Smolder (Steel Brothers Saga 22) - Page 59

Chapter Thirty-Six

Brock

I sit across from my father in his home office. He doesn’t speak at first, but it’s clear who’s in charge here. He has an office in the business building on the property, and he works a lot outside, but here—in his home office—is where he does his most important work.

The work that centers not on the business but on his family.

I never doubted that family is the most important thing in my father’s life. He’s made it clear since I can remember, when Brad and I were little. He taught us ranch work, and he taught us how to protect ourselves. We’re both crack shots, and we both know how to defend ourselves against an unarmed opponent as well.

He taught us the ins and outs of the business, the value of money, and how to be a leader.

Brad and I owe him everything.

While he taught us how to be men, our mother taught us compassion. How to care for other human beings. Our father may have taught us how to care for the animals on the ranch, but it was Mom who taught us how to care for each other.

Not that Dad doesn’t care for us the way Mom does. He would take a bullet for either one of us. I know that without a doubt.

But Dad is tough. Hard on the exterior. Hard as a rock, and I’m not sure I’ve ever seen him look harder than he looks right now.

I wait. I know from experience that it won’t do any good to pressure my father into speaking. We’ll talk only when he is ready, and my impatience will have no bearing on anything.

So I keep my mouth firmly shut.

And I wait.

I could ask where Mom is, but I’m pretty sure she’s working on her latest book. She seems to spend every free moment she has, even on Sundays, working on her research or her writing. That’s been her focus since she retired from private practice.

Dad rakes his fingers through his black-and-silver hair. And I look at him. I gaze upon his face, and I notice that he’s starting to look…not old, exactly, though he is sixty-three.

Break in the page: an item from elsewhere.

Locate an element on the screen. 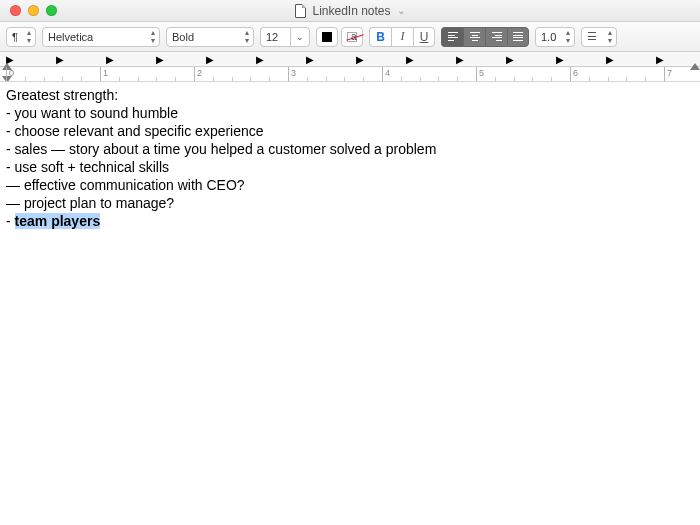 The image size is (700, 525). text-line: - team players is located at coordinates (350, 221).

But his face has the slightest of wrinkles, and he’s gray at his temples and on the stubble that graces his jawline.

So, no, he does not look old. But he does look…weary.

Not tired weary, but weary in a different way.

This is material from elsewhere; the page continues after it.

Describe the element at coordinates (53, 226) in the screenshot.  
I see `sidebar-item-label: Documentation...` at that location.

As if something is raining down on him—something he hoped was in the past forever. Buried.

Finally, he speaks.

“Your great uncle—half uncle—”

“Stop,” I say.

“What do you mean?”

“You keep emphasizing that he’s my half great uncle. Because he’s not direct blood.”

“So what?”

“Neither is Uncle Ryan, Dad. He has a different mother from the rest of you, but you don’t call him my half uncle. Dale and Donny don’t have any blood at all. You don’t call them my adopted cousins.”

He clears his throat. Gazes at the ceiling for a few minutes. Then, “You’re absolutely right, Brock. But the truth is, I don’t think of him as family. None of us knew him. We didn’t even know of his existence until about twenty-five years ago.”

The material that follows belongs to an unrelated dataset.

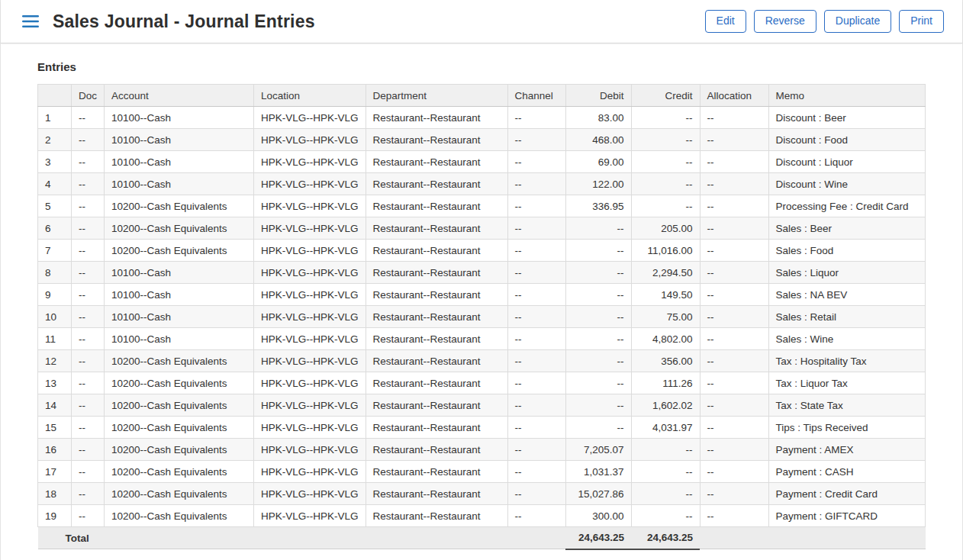  What do you see at coordinates (598, 494) in the screenshot?
I see `cell-debit: 15,027.86` at bounding box center [598, 494].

“What difference does that make?”

“It makes all the difference. You grew up with Dale and Donny. They’re family to you. I grew up with Ryan. He’s family to me. Blood doesn’t make family.”

“I agree, Dad, but this guy does share our blood. His descendants want some of the Steel money, and they probably have a good claim.”

“Your uncle Bryce and I have been looking into this. They don’t have a good claim. I told you that it was my father who built this company into the enterprise that it is. He took it from a million-dollar company—a very small million-dollar company—to a billion-dollar company.”

I narrow my eyes. “How, Dad? How exactly did my grandfather do that?”

Dad goes silent once more.

“Why won’t you answer? I’m your son. You’re my father.”

“There are things… I wish I could change some of the things my father did,” he finally says. “He was a good man at heart. I try hard to believe that. I try hard to believe that he loved my mother. But he made her life hell. She was ill, Brock. So very ill. We didn’t know until we were older than you are now. This man—my father, your grandfather—faked his own death twice.”

“Yes, you told me.”

“He also faked his wife’s death.”

I try not to act surprised. I don’t want to act surprised at anything my father says. If I do, he may stop talking. In truth? I’m shaking on the inside. With fear. With anger. With shock.

“Just how ill was she?” I ask.

“Mentally ill, not physically. Apparently she suffered from dissociative identity disorder, and then she eventually broke with reality altogether. She was committed from the time Marjorie was about two years old.”